VIDEO | Netanyahu seeks 'new solutions' to Palestinian conflict
Israeli Prime Minister Benjamin Netanyahu said on Sunday that creative thinking was needed to end the decades-old conflict with the Palestinians.
Washington meanwhile announced that US Secretary of State Hillary Clinton would travel to the region later this month for the first of twice-monthly meetings between Netanyahu and Palestinian president Mahmud Abbas.
And the Palestinians warned that failure to clinch an agreement would spell the end of Abbas's moderate, Western-backed Palestinian Authority and strengthen Islamists and other factions opposed to talks with Israel.
"We will need to think creatively, and in new ways, about how to resolve complex problems," Netanyahu told reporters at the start of Israel's weekly cabinet meeting.
"In order to reach practical solutions, we will need to think about new solutions to old problems," the right-winger said.
"To succeed, we will need to study the lessons of the 17-year effort at negotiations and to embrace original thinking, to think outside the box," he said, referring to the 1993 Palestinian autonomy accords.
Netanyahu insisted, however, that he was "willing to achieve an historic compromise with our Palestinian neighbours so long as it maintains the national interests of the state of Israel with security first and foremost."
The two sides relaunched direct peace talks at a Washington summit on Thursday after a 20-month hiatus, but the negotiations will face a major test later this month when an Israeli settlement moratorium expires.
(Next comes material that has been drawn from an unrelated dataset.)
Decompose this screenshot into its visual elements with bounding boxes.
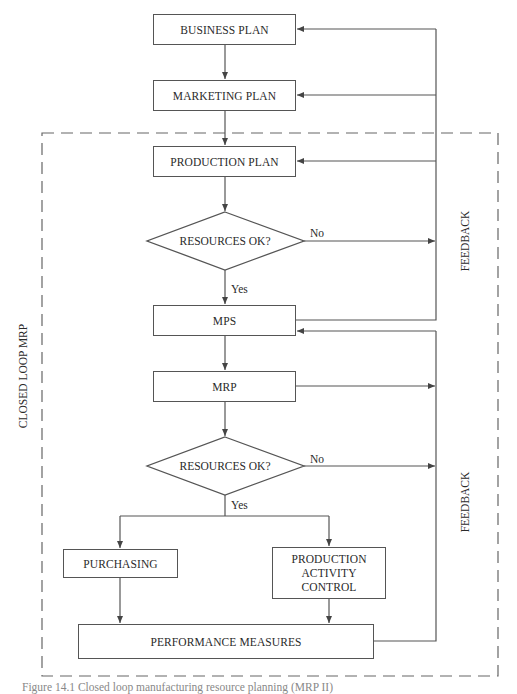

The Palestinians have warned that if Israel does not renew the partial freeze on settlement construction in the occupied West Bank when it expires on September 26 the peace process will end.
Netanyahu, under pressure from right-wingers who dominate his ruling coalition to resume construction, has said settlements should be discussed alongside other core disputes that have bedeviled past attempts at peace, including the final status of Jerusalem and the fate of Palestinian refugees.
"It is almost impossible to do it" as it would cause a government crisis, Deputy Prime Minister Sylvan Shalom said of extending the construction freeze.
Asked about the risks to the peace talks of resuming construction in the occupied West Bank, Shalom told foreign journalists "the Palestinians would make a big mistake" of they quit the talks.
Netanyahu plans to hold twice-monthly talks with Abbas starting with a September 14-15 meeting in Egypt's Red Sea resort of Sharm el-Sheikh, which will be attended by Clinton.
After attending the talks in Sharm el-Sheikh she will head to Jerusalem for further discussions, a State Department official said in Washington.